For over eight years, a wonderful story about the bald eagle has been making its way around motivational sites on the internet.
The bald eagle, we’re told, lives 70 years. To reach this ripe age, it must make a life-changing decision at 40. Its long and flexible talons can no longer grab prey for as food. Its long, sharp beak becomes bent. Its old, aged and heavy wings, due to their thick feathers, stick to its chest and make it difficult to fly due to their lack of thick feathers.
At this point, the eagle is left with only two options: Die or go through a painful process of Change, which lasts 150 days.
The process requires that the eagle fly to a mountaintop and sit on its nest. There, the eagle knocks its beak against a rock until it plucks it out. Then it wait for a new beak to grow back.
At this point, the eagle then starts to pluck its old and aged feathers, allowing for fresh ones to grow back. According to this legend, once this process is completed, the eagle lives another 30 years.
The moral of the story is that the eagle is forced to change as it grows older if it wants to live a longer, fulfilling life.
While it’s a wonderful message for all of us to hear, it’s a big fat lie. None of the story is true, not even the life expectancy of the eagle.
Yet, even in the lie, we can learn a powerful message.
To highlight this take, there is a wonderful scene in the AMC Show “Mad Men,” (another fictional story) about the advertising agency business. Partners Don Draper, a young man, and Bert Cooper, an older man, have a meeting.
Draper wants to start the agency over, resisting the on-coming merger, whereas Cooper wants to ride it out and accept whatever lies ahead.

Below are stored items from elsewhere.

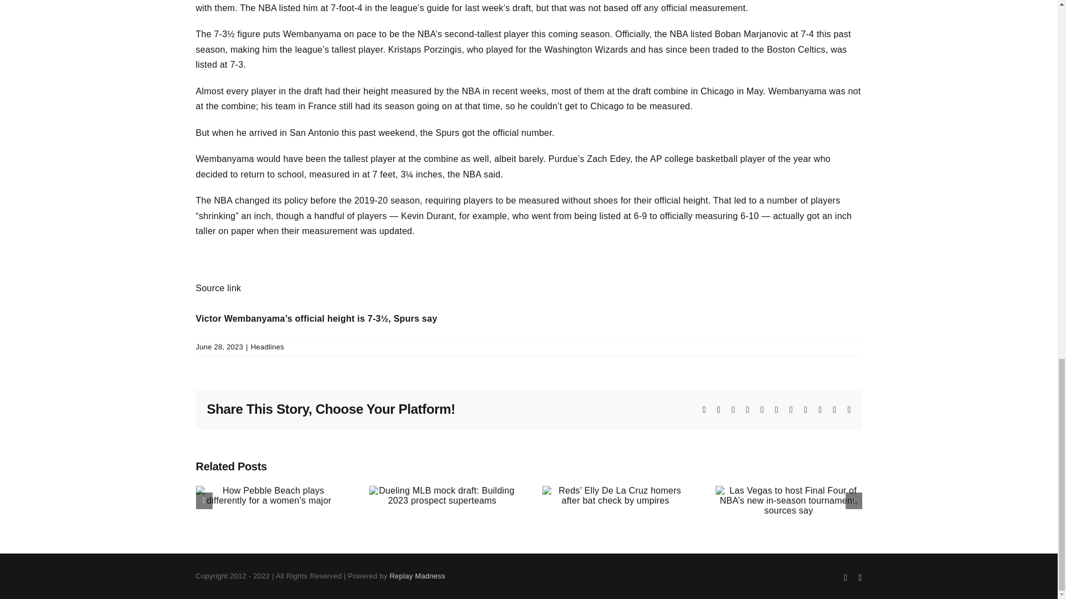 The width and height of the screenshot is (1066, 599). Describe the element at coordinates (795, 50) in the screenshot. I see `Boston Celtics` at that location.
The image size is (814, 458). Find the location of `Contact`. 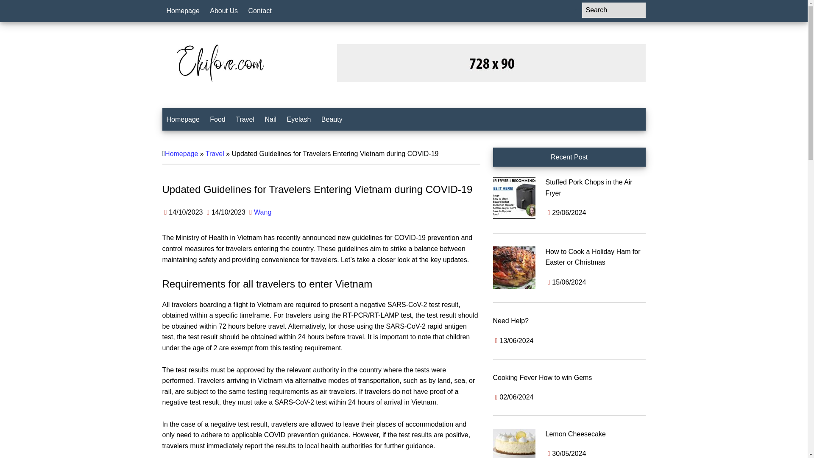

Contact is located at coordinates (260, 11).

Cooper shouts, “Young men love risk because they cannot imagine the consequences.” Draper replies, “Old men love golden tombs to lock themselves in with the rest of us.”
In some ways, both are correct. As we get older, we tend to rely on experience and don’t have the appetite for risk or adventure, forcing us to lock ourselves into a world we accepted, with hesitation.
The eagle story can keep us away from being locked up. Age is only a number. And if we are willing to change and become more adaptive as we grow older, we can have the best years of our life the older we become.
There are aspects of the story that are helpful when we are transitioning. The first thing the bald eagle does is declutter its space. The eagle flies to a mountain top to be alone and recalibrate, which is exactly the best pathway to beginning a second career.
The eagle then focuses on its health, making sure to heal its wounds, preparing for the future and not allowing impatience to set in. They take their health seriously, become proactive in resolving their issues. A healthy body leads to a renewed spirit.
Ask the same questions you asked when you were twenty-five years old about what lies ahead. What are your passions? Why can’t you do whatever you want? All it takes is a few steps, a little polish, and a shift in your approach. Second careers, second halves of life can become more rewarding than the first.
We aren’t approaching the end, we are finding a new beginning, just like the fictitious Eagle.